When I was a kid I had this dream of living on my own terms in something like perfect freedom (with the woman I loved) in a French chateau. Well, I finally achieved it all- except that the chateau turns out to be a terraced house in Oldham.
no subject
Date: 2008-01-05 07:16 pm (UTC)It depends how much you could use a little extra dosh. If you are happy as you are, it doesn't much matter, but it would be a pity if your poems never got out of the broom cupboard, whether you make money out of them or not. Your outlook is very original - as distinctive as Betjeman (sp?) but IMHO, rather more interesting and less tum tee tum tee tum. It is a voice that should be heard, not least because it rocks the Judaeo-Christian paradigm of this country. We need that.
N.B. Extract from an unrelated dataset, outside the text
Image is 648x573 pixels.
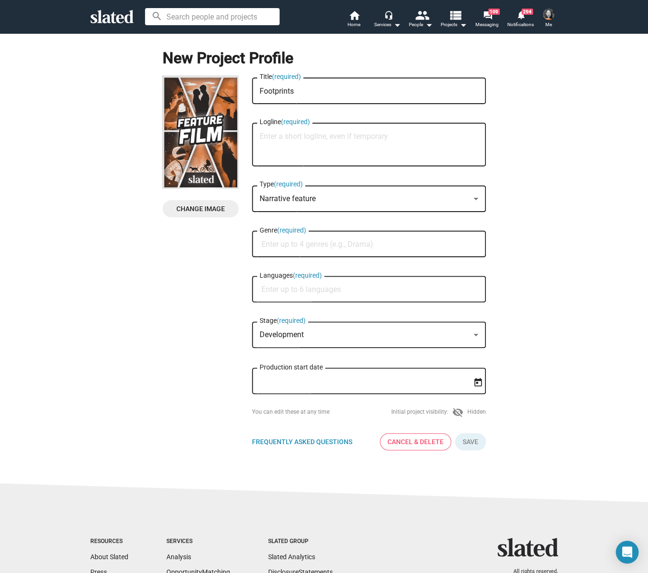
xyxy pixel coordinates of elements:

I'm just worried about people who get a mindset about what they "deserve" in life. In my experience we kind of make our own fates to a large extent (not to say that life can't sometimes bowl us a googly).
no subject
Date: 2008-01-05 09:17 pm (UTC)Says who? Hmmm. I don't know, really. It's how I rationalise my life. Maybe it's nonsense. All I can say is it feels true. It fits.
And I'm happy.
No-one makes much money from poetry. Well, one or two people do- but they have to network very hard to draw attention to themselves, the way the present poet laureate does or did- a man of moderate, but very well-husbanded talent. And I really don't care to do that.
Anyway, I've left it too late.
It's true I'd like the poems to have an audience- and in the past I've placed quite a few of them in magazines of one kind or another and now I'm "publishing" them here. But it's a bit like putting messages in a bottle. If they deserve readers I reckon they'll eventually find them and if not, not.